Two summers ago, Southwest Exteriors, in San Antonio, took on an intern. Greg, a college student majoring in industrial engineering, spent two months of his three-month internship working with the company’s window and siding installation crews. The last month of his internship was spent documenting, piece by piece, the sales-to-production process.

“We learned that there was a big gap between how long we thought something should take and how long it was actually taking,” owner Scott Barr says. That information was used to improve efficiencies at the company.

Set for Success

Internship programs benefit a business in two ways. Like Greg, interns can take on a task that needs to get done but which overstretched employees simply have no time for.

Such programs are also a great way to recruit new staff. Eric Woodard — author of Your Last Day of School, a book about internships, as well as a blog about creating successful internship programs — likens an internship to an “extended interview.”

Woodard says that when internships don’t work, it’s often because companies fail to set expectations, either the intern’s expectations or their own. And key to making an internship successful is assigning someone to manage the intern’s day-to-day activities. At Southwest Exteriors, that person was general manager Brian Schroller.

Barr, who has found interns through his social networks, says that the best way to approach creating an internship is to identify the intern’s capabilities and strengths and to match them to a specific need or project within your business. For instance, for one of its internships, Southwest Exteriors brought on a marketing student who was given the task of reviewing the company’s database of email addresses.

Rules to Follow

Many colleges and universities now offer internship programs. Some even make internships a requirement for graduation. Programs are often seasonal and typically last 10 weeks, though there is no set standard.

Internships can be paid or unpaid, but there are Department of Labor rules, and don’t make the mistake of seeing interns as cheap labor. In broad terms, whether or not you pay depends on the nature of the work. If it benefits the intern — as a college credit — the internship can be unpaid. But an intern can’t be brought in to displace a regular employee, and it should be made clear that the internship doesn’t entitle the intern to a job once the internship is completed.

Interns who do work that directly benefits your company — such as Greg working with Southwest Exteriors’ installation crews — must be paid, and minimum wage and time-and-a-half for overtime laws also apply.

—Jim Cory is editor of REPLACEMENT CONTRACTOR.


*Activity*.
Gather every line from the entries below that includes "pixels".

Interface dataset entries

↓↓↓

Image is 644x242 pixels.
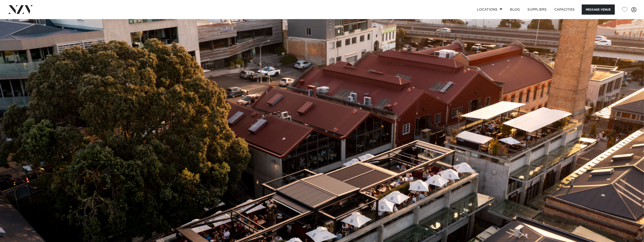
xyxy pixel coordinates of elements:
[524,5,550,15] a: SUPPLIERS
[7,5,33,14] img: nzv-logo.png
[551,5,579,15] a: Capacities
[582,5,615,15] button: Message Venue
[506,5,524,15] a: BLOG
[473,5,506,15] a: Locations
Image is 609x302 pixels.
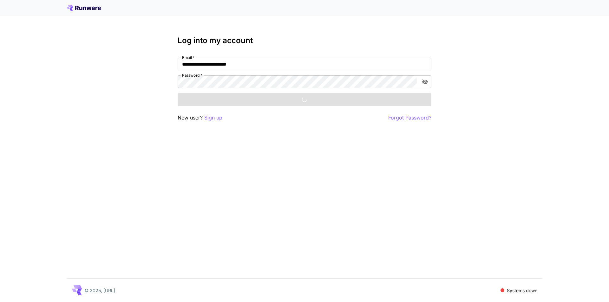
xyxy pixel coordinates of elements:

↑↑↑
↓↓↓

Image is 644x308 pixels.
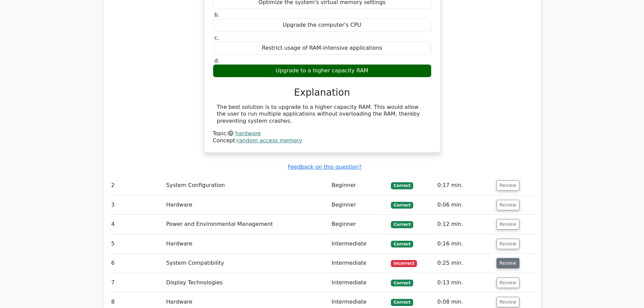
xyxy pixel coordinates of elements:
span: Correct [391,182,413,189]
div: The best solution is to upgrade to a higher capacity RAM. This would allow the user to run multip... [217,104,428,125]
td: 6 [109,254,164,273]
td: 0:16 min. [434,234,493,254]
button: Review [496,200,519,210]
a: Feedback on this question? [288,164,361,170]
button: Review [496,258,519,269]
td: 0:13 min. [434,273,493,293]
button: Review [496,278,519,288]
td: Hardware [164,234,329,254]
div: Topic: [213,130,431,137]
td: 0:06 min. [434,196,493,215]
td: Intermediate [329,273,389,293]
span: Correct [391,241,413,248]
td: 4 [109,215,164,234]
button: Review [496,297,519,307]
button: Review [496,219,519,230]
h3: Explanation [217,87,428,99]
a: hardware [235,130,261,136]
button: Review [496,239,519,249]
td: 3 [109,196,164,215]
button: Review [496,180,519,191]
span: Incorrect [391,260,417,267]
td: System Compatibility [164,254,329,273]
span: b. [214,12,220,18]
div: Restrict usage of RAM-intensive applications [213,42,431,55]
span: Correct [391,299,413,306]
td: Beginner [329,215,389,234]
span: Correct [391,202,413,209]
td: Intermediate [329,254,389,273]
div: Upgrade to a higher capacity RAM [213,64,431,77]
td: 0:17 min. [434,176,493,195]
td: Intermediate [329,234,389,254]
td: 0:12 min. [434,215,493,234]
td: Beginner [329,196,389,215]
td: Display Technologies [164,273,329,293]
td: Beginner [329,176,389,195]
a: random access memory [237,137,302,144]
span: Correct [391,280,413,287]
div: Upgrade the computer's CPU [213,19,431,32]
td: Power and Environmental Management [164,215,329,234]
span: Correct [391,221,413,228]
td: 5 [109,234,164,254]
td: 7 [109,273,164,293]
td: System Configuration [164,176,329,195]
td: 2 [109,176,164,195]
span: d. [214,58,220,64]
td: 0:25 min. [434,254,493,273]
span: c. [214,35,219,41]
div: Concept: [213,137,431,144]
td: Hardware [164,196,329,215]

↑↑↑

*Output of the task*.
Image is 644x242 pixels.
Image is 609x302 pixels.
Image is 644x308 pixels.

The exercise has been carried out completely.